Subacute onset, fever, confusion, and seizures — no focal mass. On MRI, changes are usually diffuse, often in the temporal lobes (e.g., in herpetic encephalitis), with no mass effect.
Acute onset with headache (often unilateral), eyelid swelling, ophthalmoplegia, and decreased vision. MRI/MR venography reveals thrombus in the venous sinuses. There is often infection of the facial, nasal, and sinus areas.
Sharp pain around the eye, lacrimation, rhinorrhea, lasting minutes, recurring in series, not accompanied by neurologic deficit. No structural changes on the MRI.
Often in the elderly, a triad of symptoms (gait disturbance, dementia, urinary incontinence), there may be headache and nausea, on MRI ventricular dilation without focal masses.
Causes diffuse rather than focal symptoms (confusion, seizures, tremors), with no focal mass on MRI. General tests (glucose, sodium, liver enzymes, creatinine, urea, etc.) help identify the cause.
The effect of whole brain radiation therapy (WBRT) is to control (stabilize) intracranial foci and reduce the incidence of intracranial recurrences.
It is used in multiple (>10) metastases and when SRS is not possible, and in leptomeningeal lesions.
Side effects:
Modern approaches: use of memantine (NDMA antagonist) and Intensity-Modulated Radiation Therapy (IMRT) with hippocampal exclusion reduce the risk of cognitive impairment.

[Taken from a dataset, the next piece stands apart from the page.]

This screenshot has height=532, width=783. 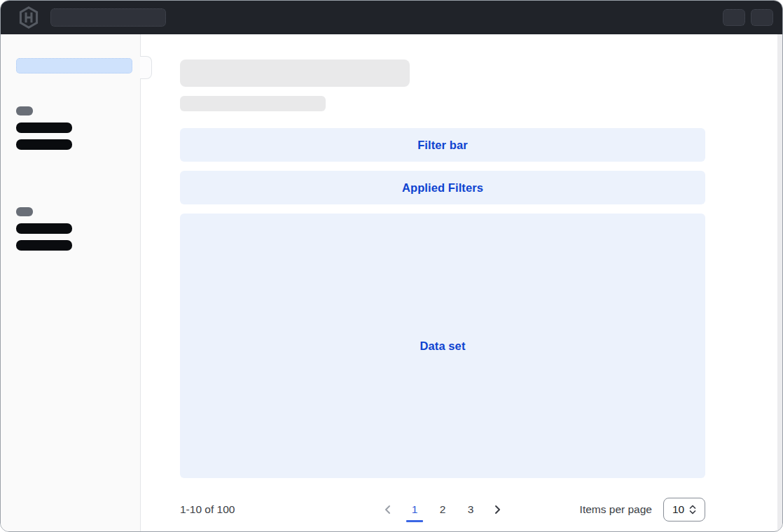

Challenges of drug treatment of brain metastases:
1. Hematoencephalicbarrier (BBB):
2. Heterogeneity of the tumor.
3. The immunoprivileged environment of the brain.
Targeted therapy shows encouraging results (intracranial control can reach more than 50–80%). It is used for tumors with potential sensitivity to therapy (e.g., lung cancer with EGFR/ALK, melanoma with BRAF, HER2+ breast cancer). The use of targeted therapies or immunotherapy may delay or replace radiation therapy.
Immunotherapy (PD-1/PD-L1 inhibitors) may be effective in metastatic non-small cell lung cancer, melanoma and HER2+ breast cancer.
CAR-T therapy targets tumors expressing certain antigens different from normal brain tissue and has shown encouraging results in clinical trials, but is not yet routinely used (the method is undergoing clinical trials and is currently experimental in CNS oncology; studies are limited due to the risk of systemic toxicity and unpredictable effects in the CNS).
The Disease-Specific Graded Prognostic Assessment (ds-GPA) scale is the most accurate prognostic tool for metastatic brain lesions. It considers biological and molecular characteristics of primary tumors (in addition to age, KPS functional status, number of brain metastases, and extracerebral metastases that are standard for GPA).
The scale is used for metastatic brain lesions in lung cancer, melanoma, breast cancer, kidney cancer, and colorectal cancer.
In practice, rigid and universal prognostic schemes should be avoided in metastatic brain lesions, preferring an individualized approach based on the type of primary tumor, molecular profile, functional status of the patient, and available treatments.
Modern treatment of metastatic brain lesions requires a multidisciplinary approach based on the type of primary tumor and molecular characteristics of the metastasis, the number and localization of foci, and the general condition of the patient. SRS and targeted therapies are becoming the treatment of choice in most patients with limited metastases and sensitive tumors.
1. Which type of cancer most often metastasizes to the brain?
2. What do metastases look like on a brain MRI?
3. How fast do metastases in the head grow?
4. Can cancer be cured if it has metastasized to the brain?
5. What is the life expectancy for brain metastases?